Thankfully there is a movement called “environmental justice” intend to make sure that projects don’t throw all the environmental bad effects on the poor….

Less thankfully, the mainstream environmental movement treats the environmental justice movement like a fly in its ointment.

You mean who *think* they can afford to *not* give a crap about the ozone layer. Obviously major environmental catastrophes hurt everyone, but they usually hurt the poor the worst (they’re the ones who die from the pollution, get drowned by the sea level rise, get fried by the radiation due to no ozone layer, starve first in any environmentally-induced famine, etc….)

We’re probably splitting hairs here, but yes. At any rate, when you are worried about immediate threats, like putting food on the table, paying the rent, and the dudes on the corner packing heat–more abstract issues like global warming, or even pollution from the diesel busses running down the street, take a back seat.

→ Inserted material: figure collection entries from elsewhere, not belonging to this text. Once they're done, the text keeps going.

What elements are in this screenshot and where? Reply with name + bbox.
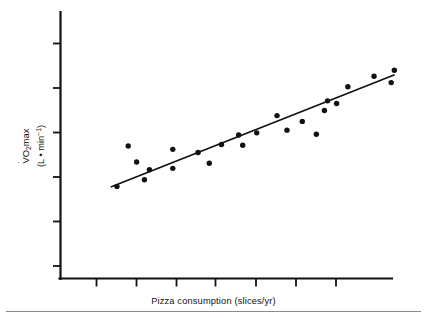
y-axis-label-text: VO2max (L • min−1)	[21, 125, 46, 167]
x-axis-label-text: Pizza consumption (slices/yr)	[151, 296, 276, 306]
plot-canvas	[0, 0, 427, 321]
data-point	[371, 74, 376, 79]
data-point	[170, 147, 175, 152]
y-axis-group	[53, 12, 61, 279]
data-point	[392, 68, 397, 73]
v-dot-icon: V	[21, 157, 32, 163]
data-point	[170, 166, 175, 171]
scatter-plot-figure: VO2max (L • min−1) Pizza consumption (sl…	[0, 0, 427, 321]
data-point	[274, 113, 279, 118]
data-point	[325, 98, 330, 103]
data-point	[389, 80, 394, 85]
data-points-group	[114, 68, 397, 190]
y-axis-label-line2: (L • min−1)	[34, 125, 46, 167]
data-point	[207, 161, 212, 166]
x-axis-label: Pizza consumption (slices/yr)	[0, 290, 427, 308]
data-point	[114, 184, 119, 189]
data-point	[284, 127, 289, 132]
data-point	[334, 101, 339, 106]
regression-line	[111, 75, 395, 187]
y-axis-label: VO2max (L • min−1)	[14, 108, 54, 184]
y-axis-label-line1: VO2max	[21, 125, 34, 167]
data-point	[195, 150, 200, 155]
data-point	[142, 177, 147, 182]
data-point	[322, 108, 327, 113]
data-point	[147, 167, 152, 172]
data-point	[236, 132, 241, 137]
data-point	[345, 84, 350, 89]
x-axis-group	[60, 279, 393, 287]
data-point	[219, 142, 224, 147]
data-point	[240, 143, 245, 148]
data-point	[254, 130, 259, 135]
data-point	[125, 143, 130, 148]
data-point	[300, 119, 305, 124]
data-point	[314, 132, 319, 137]
data-point	[134, 159, 139, 164]
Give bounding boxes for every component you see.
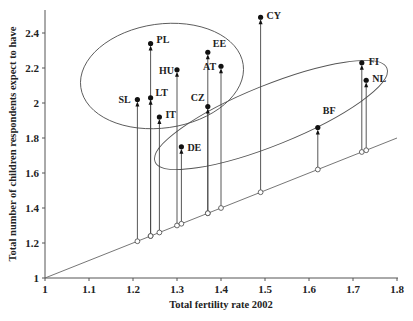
point-sl: SL bbox=[118, 94, 140, 244]
tfr-marker bbox=[315, 167, 320, 172]
y-tick-label: 1.2 bbox=[25, 237, 39, 249]
y-tick-label: 1.6 bbox=[25, 167, 39, 179]
arrowhead-icon bbox=[157, 119, 161, 124]
expected-marker bbox=[315, 125, 320, 130]
tfr-marker bbox=[364, 148, 369, 153]
expected-marker bbox=[148, 41, 153, 46]
x-tick-label: 1.8 bbox=[390, 283, 404, 295]
point-label: CY bbox=[267, 10, 282, 21]
y-tick-label: 1.4 bbox=[25, 202, 39, 214]
expected-marker bbox=[148, 95, 153, 100]
expected-marker bbox=[205, 50, 210, 55]
x-tick-label: 1.7 bbox=[346, 283, 360, 295]
arrowhead-icon bbox=[316, 130, 320, 135]
point-label: DE bbox=[187, 142, 201, 153]
arrowhead-icon bbox=[259, 19, 263, 24]
axes bbox=[45, 10, 398, 278]
point-bf: BF bbox=[315, 105, 335, 172]
expected-marker bbox=[179, 144, 184, 149]
arrowhead-icon bbox=[219, 68, 223, 73]
expected-marker bbox=[174, 67, 179, 72]
expected-marker bbox=[364, 78, 369, 83]
arrowhead-icon bbox=[149, 46, 153, 51]
point-label: NL bbox=[372, 73, 386, 84]
x-tick-label: 1 bbox=[42, 283, 48, 295]
point-label: PL bbox=[157, 34, 170, 45]
y-tick-label: 1.8 bbox=[25, 132, 39, 144]
expected-marker bbox=[157, 114, 162, 119]
tfr-marker bbox=[219, 206, 224, 211]
arrowhead-icon bbox=[360, 65, 364, 70]
x-tick-label: 1.3 bbox=[170, 283, 184, 295]
tfr-marker bbox=[135, 239, 140, 244]
expected-marker bbox=[218, 64, 223, 69]
point-label: FI bbox=[369, 56, 379, 67]
point-label: BF bbox=[323, 105, 336, 116]
x-tick-label: 1.5 bbox=[258, 283, 272, 295]
point-label: LT bbox=[156, 87, 169, 98]
y-tick-label: 1 bbox=[34, 272, 40, 284]
expected-marker bbox=[258, 15, 263, 20]
tfr-marker bbox=[205, 211, 210, 216]
point-de: DE bbox=[179, 142, 202, 226]
point-fi: FI bbox=[359, 56, 379, 155]
tfr-marker bbox=[148, 234, 153, 239]
y-tick-label: 2 bbox=[34, 97, 40, 109]
expected-marker bbox=[359, 60, 364, 65]
point-label: IT bbox=[165, 109, 176, 120]
arrowhead-icon bbox=[364, 82, 368, 87]
tfr-marker bbox=[179, 221, 184, 226]
x-tick-label: 1.2 bbox=[126, 283, 140, 295]
y-tick-label: 2.4 bbox=[25, 27, 39, 39]
x-axis-title: Total fertility rate 2002 bbox=[169, 299, 273, 310]
point-nl: NL bbox=[364, 73, 387, 152]
point-label: SL bbox=[118, 94, 131, 105]
tfr-marker bbox=[157, 230, 162, 235]
data-points: SLPLLTITHUDEEECZATCYBFFINL bbox=[118, 10, 386, 243]
expected-marker bbox=[135, 97, 140, 102]
point-at: AT bbox=[203, 61, 224, 210]
point-label: AT bbox=[203, 61, 216, 72]
point-label: EE bbox=[213, 38, 227, 49]
x-tick-label: 1.4 bbox=[214, 283, 228, 295]
arrowhead-icon bbox=[149, 100, 153, 105]
point-label: CZ bbox=[191, 92, 205, 103]
scatter-chart: 11.11.21.31.41.51.61.71.811.21.41.61.822… bbox=[0, 0, 413, 321]
expected-marker bbox=[205, 104, 210, 109]
y-tick-label: 2.2 bbox=[25, 62, 39, 74]
x-tick-label: 1.1 bbox=[82, 283, 96, 295]
arrowhead-icon bbox=[175, 72, 179, 77]
point-label: HU bbox=[159, 65, 174, 76]
arrowhead-icon bbox=[135, 102, 139, 107]
arrowhead-icon bbox=[179, 149, 183, 154]
point-cy: CY bbox=[258, 10, 282, 194]
arrowhead-icon bbox=[206, 54, 210, 59]
point-cz: CZ bbox=[191, 92, 211, 216]
y-axis-title: Total number of children respondents exp… bbox=[7, 26, 18, 261]
tfr-marker bbox=[258, 190, 263, 195]
group-ellipse-1 bbox=[74, 13, 251, 139]
x-tick-label: 1.6 bbox=[302, 283, 316, 295]
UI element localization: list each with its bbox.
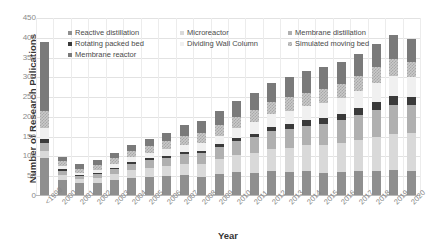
y-tick-label: 50: [27, 172, 36, 180]
bar-segment: [285, 129, 294, 148]
stacked-bar[interactable]: [337, 62, 346, 196]
stacked-bar[interactable]: [162, 133, 171, 196]
bar-segment: [40, 143, 49, 152]
bar-segment: [302, 93, 311, 106]
bar-segment: [302, 106, 311, 120]
x-tick-slot: 2001: [71, 197, 88, 229]
bar-segment: [232, 117, 241, 128]
bar-segment: [197, 133, 206, 142]
bar-segment: [337, 143, 346, 172]
stacked-bar[interactable]: [285, 77, 294, 196]
bar-segment: [319, 145, 328, 173]
bar-segment: [337, 98, 346, 114]
bar-segment: [40, 42, 49, 111]
x-axis-title: Year: [36, 230, 420, 241]
legend-item[interactable]: Microreactor: [180, 28, 288, 37]
legend-swatch-icon: [68, 42, 72, 46]
stacked-bar[interactable]: [197, 121, 206, 196]
legend-label: Membrane reactor: [75, 50, 136, 59]
x-axis-tick-labels: <199920002001200220032004200520062007200…: [36, 197, 420, 229]
legend-label: Microreactor: [187, 28, 229, 37]
x-tick-slot: 2015: [315, 197, 332, 229]
legend-swatch-icon: [68, 31, 72, 35]
bar-segment: [337, 84, 346, 98]
bar-segment: [197, 164, 206, 177]
stacked-bar[interactable]: [75, 164, 84, 196]
x-tick-slot: 2013: [280, 197, 297, 229]
stacked-bar[interactable]: [232, 101, 241, 196]
bar-segment: [162, 141, 171, 149]
bar-segment: [145, 168, 154, 177]
x-tick-slot: 2003: [106, 197, 123, 229]
y-axis-tick-labels: 450400350300250200150100500: [14, 0, 36, 250]
stacked-bar[interactable]: [267, 83, 276, 196]
stacked-bar[interactable]: [302, 71, 311, 196]
stacked-bar[interactable]: [93, 160, 102, 196]
legend-item[interactable]: Simulated moving bed: [288, 39, 388, 48]
stacked-bar[interactable]: [127, 145, 136, 196]
stacked-bar[interactable]: [250, 93, 259, 196]
legend-item[interactable]: Dividing Wall Column: [180, 39, 288, 48]
bar-segment: [354, 115, 363, 140]
bar-segment: [267, 171, 276, 196]
bar-segment: [250, 122, 259, 134]
chart-legend: Reactive distillationMicroreactorMembran…: [68, 27, 388, 60]
bar-segment: [180, 125, 189, 136]
bar-segment: [267, 149, 276, 172]
bar-segment: [372, 110, 381, 137]
legend-label: Simulated moving bed: [295, 39, 369, 48]
bar-segment: [250, 110, 259, 122]
bar-segment: [407, 62, 416, 78]
bar-segment: [232, 155, 241, 172]
bar-segment: [354, 140, 363, 172]
bar-segment: [337, 120, 346, 143]
bar-segment: [372, 102, 381, 110]
bar-segment: [372, 83, 381, 102]
stacked-bar[interactable]: [389, 35, 398, 196]
stacked-bar[interactable]: [180, 125, 189, 196]
bar-segment: [215, 111, 224, 125]
stacked-bar[interactable]: [215, 111, 224, 196]
x-tick-slot: 2006: [158, 197, 175, 229]
bar-segment: [250, 137, 259, 153]
bar-segment: [232, 101, 241, 116]
legend-item[interactable]: Membrane reactor: [68, 50, 180, 59]
bar-segment: [180, 154, 189, 163]
legend-item[interactable]: Reactive distillation: [68, 28, 180, 37]
legend-label: Dividing Wall Column: [187, 39, 258, 48]
stacked-bar[interactable]: [40, 42, 49, 196]
bar-segment: [302, 145, 311, 171]
stacked-bar[interactable]: [110, 153, 119, 196]
x-tick-slot: 2002: [88, 197, 105, 229]
bar-segment: [180, 136, 189, 145]
bar-segment: [215, 147, 224, 159]
x-tick-slot: 2016: [333, 197, 350, 229]
bar-slot: [36, 18, 53, 196]
bar-segment: [232, 128, 241, 138]
bar-segment: [354, 76, 363, 91]
bar-segment: [267, 102, 276, 115]
bar-segment: [145, 146, 154, 153]
stacked-bar[interactable]: [372, 44, 381, 196]
x-tick-slot: 2005: [141, 197, 158, 229]
legend-swatch-icon: [68, 53, 72, 57]
bar-segment: [389, 134, 398, 170]
bar-segment: [250, 93, 259, 110]
bar-segment: [40, 151, 49, 158]
x-tick-slot: <1999: [36, 197, 53, 229]
bar-segment: [285, 97, 294, 110]
stacked-bar[interactable]: [407, 39, 416, 196]
bar-segment: [285, 77, 294, 97]
legend-item[interactable]: Rotating packed bed: [68, 39, 180, 48]
x-tick-slot: 2004: [123, 197, 140, 229]
stacked-bar[interactable]: [319, 67, 328, 196]
x-tick-slot: 2019: [385, 197, 402, 229]
bar-segment: [389, 96, 398, 105]
bar-segment: [162, 166, 171, 176]
legend-item[interactable]: Membrane distillation: [288, 28, 388, 37]
bar-segment: [407, 133, 416, 171]
stacked-bar[interactable]: [354, 54, 363, 196]
bar-slot: [403, 18, 420, 196]
stacked-bar[interactable]: [145, 139, 154, 196]
bar-segment: [267, 83, 276, 101]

There’s a reason, of course, that most environmentalists in the US seem to be upper-middle class (or wealthier) white folks–which leads to the other problem you note–environmental solutions that fail to benefit (or even adversely impact) minority and lower-income communities.

Certainly, I don’t blame the poor for an inadequate attention to environmental issues, were I poor, and the TV telling me that the reason I just lost my job is because it got moved to a country where the factory can belch all the filth into the air that it wants to–I might be tempted to blame the greens for my plight, as opposed to the fat cats who made the decision in order to further line the pockets. Which is precisely WHY the TV would be telling me it was all the greens’ fault.

Amazing how it works, no?

No, the pollution from the buses and cars running down the streets is a serious issue for inner city community activists. The environmental justice movement has railed against destruction of low-income neighborhoods to make way for freeways, disproportionate placement of toxic waste in minority neighborhoods, unsafe mining practices such as mountaintop removal, and air pollution disproportionately affecting the poor.

The people who blame the greens are typically not inner city residents, but the middle class. People who have jobs at polluting factories tend to be unionized and make above-average incomes – e.g. tire workers’ median income is slightly higher than the local median for an entire household, and auto workers’ average income is close to twice the mean household income.

Doesn’t the geography of Madison preclude the sort of “the sky is falling!” bus-service cuts that everybody’s wailing about? The city’s on a narrow isthmus. Even if bus service is cut, many people will still be within walking distance of the train.

It seems clear how the system should be built; make a rail line running through the isthmus, at *high frequency all day long*, and convert some of the direct bus lines to the isthmus into lines linking at hubs outside the isthmus to the *high frequency* rail line. Done properly this could improve the reliability of service and allow rail to strictly replace bus services, with nobody’s area getting frequency cuts.

How many along-the-isthmus lines are needed to provide full isthmus coverage? Just one, or maybe three?

You’re forgetting one key link: an extension to one of the rail lines to the northeast of the city, with a cross-platform transfer to a future Chicago-Minneapolis HSR station. There’s no reason to put this station in Portage, but the I-94/I-39 and US-151/I-39 intersections and the airport are reasonable locations, and the city should choose now and send light rail to one of them.